Hacker News new | ask | show | jobs
by cucumber3732842 57 days ago
Because all the boomers and a lot of genX grew up with them being something that was ludicrously expensive due to rapid transit costs that now no longer exist now that we know how (other than sheer speed) to keep them from spoiling between tree and grocery store and around the same time that we got good at that we lifted a ban on mexican imports.

It used to be oranges that were the luxury fruit.

1 comments

My grandfather told me that for Christmas one year as a child, he got a fresh orange.
Only one year? And was that his only gift?

My sister and I received fresh oranges in our Christmas stockings every year. Along with nuts and chocolate and goodies like that. Of course, the "Christmas stocking" event was tied with St. Nicholas' Day on December 6, where it was traditional to place our shoes on the fireplace overnight, but the stockings were stretchy and higher-capacity than children's shoes!

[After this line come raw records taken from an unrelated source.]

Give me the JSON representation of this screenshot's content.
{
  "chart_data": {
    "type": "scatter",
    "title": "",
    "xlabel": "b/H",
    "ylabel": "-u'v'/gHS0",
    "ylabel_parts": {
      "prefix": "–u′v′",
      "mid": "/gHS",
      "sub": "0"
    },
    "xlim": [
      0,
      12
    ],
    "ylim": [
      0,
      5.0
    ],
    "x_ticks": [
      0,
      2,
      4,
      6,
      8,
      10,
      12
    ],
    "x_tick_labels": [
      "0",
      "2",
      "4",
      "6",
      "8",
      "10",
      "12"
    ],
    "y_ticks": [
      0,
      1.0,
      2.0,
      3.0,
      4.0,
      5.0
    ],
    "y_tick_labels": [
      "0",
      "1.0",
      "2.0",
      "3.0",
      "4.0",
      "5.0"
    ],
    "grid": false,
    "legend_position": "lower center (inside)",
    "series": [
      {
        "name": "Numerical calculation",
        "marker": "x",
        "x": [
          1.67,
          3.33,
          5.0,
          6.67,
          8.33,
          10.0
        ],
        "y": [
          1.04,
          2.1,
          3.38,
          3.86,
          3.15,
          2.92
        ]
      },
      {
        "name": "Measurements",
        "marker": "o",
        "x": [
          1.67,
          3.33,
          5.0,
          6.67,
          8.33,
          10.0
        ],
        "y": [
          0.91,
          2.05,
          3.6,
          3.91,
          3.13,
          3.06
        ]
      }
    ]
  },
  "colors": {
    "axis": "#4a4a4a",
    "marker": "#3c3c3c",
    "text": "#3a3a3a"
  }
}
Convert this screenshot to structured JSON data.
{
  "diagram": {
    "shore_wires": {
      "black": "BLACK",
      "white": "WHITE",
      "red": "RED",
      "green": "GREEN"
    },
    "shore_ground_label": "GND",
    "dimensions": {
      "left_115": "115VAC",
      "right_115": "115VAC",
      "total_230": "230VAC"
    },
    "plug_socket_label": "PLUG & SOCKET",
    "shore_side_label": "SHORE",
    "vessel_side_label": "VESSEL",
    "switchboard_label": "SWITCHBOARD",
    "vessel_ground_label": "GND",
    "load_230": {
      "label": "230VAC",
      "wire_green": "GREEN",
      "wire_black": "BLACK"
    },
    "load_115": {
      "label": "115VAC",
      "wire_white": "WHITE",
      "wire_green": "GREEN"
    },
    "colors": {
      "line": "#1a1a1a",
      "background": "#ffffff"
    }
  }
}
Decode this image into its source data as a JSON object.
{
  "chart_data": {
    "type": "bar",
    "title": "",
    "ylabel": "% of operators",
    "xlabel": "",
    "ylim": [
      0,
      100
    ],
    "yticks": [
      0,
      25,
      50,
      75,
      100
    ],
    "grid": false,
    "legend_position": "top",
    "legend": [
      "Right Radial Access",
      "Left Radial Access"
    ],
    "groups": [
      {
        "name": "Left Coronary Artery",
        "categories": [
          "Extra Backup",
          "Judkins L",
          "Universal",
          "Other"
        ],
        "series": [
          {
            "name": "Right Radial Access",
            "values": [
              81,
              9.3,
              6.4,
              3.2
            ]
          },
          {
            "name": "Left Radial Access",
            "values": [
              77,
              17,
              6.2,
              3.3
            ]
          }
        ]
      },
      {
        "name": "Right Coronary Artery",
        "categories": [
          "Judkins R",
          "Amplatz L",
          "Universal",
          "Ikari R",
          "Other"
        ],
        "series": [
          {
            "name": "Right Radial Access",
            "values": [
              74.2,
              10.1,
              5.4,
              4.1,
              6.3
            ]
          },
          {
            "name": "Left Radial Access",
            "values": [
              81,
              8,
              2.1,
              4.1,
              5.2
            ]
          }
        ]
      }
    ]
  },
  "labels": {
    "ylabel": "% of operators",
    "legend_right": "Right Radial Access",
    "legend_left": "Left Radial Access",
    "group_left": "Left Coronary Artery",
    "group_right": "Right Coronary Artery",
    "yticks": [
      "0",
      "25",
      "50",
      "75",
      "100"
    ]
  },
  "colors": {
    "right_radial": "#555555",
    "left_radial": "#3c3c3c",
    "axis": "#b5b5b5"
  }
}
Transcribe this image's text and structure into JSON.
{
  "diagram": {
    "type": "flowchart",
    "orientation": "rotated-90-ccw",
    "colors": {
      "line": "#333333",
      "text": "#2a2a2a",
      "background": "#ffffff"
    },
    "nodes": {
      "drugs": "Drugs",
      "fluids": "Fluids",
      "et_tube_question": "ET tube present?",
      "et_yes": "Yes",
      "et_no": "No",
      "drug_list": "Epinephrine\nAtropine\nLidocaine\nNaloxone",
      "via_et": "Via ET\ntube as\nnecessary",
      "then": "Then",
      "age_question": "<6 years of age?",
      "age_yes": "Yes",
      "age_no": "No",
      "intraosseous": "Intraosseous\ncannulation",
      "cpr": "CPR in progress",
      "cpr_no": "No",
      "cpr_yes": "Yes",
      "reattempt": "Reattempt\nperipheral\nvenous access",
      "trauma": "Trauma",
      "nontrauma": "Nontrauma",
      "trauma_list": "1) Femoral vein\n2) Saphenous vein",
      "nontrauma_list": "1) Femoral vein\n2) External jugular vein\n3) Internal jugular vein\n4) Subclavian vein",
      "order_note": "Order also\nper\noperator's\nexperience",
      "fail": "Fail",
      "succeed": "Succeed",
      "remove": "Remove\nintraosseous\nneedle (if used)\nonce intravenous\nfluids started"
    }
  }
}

Also, the fresh oranges were sort of ironic, because a tangerine tree grew in our backyard. I've always preferred tangerines.

Mom always packed fresh fruit with my school lunches. I had never heard or experienced the trading of food at lunch, and so I resorted to discarding the parts of lunch which I didn't want to eat. Oranges were the first to go. It wasn't the taste of oranges that I disliked, it was the stickiness and the labor involved in peeling them and getting past the rind and pith.

>Only one year? And was that his only gift?

Really depends on the year and the region. Cheap oranges can only follow where the reefer truck and boxcar go.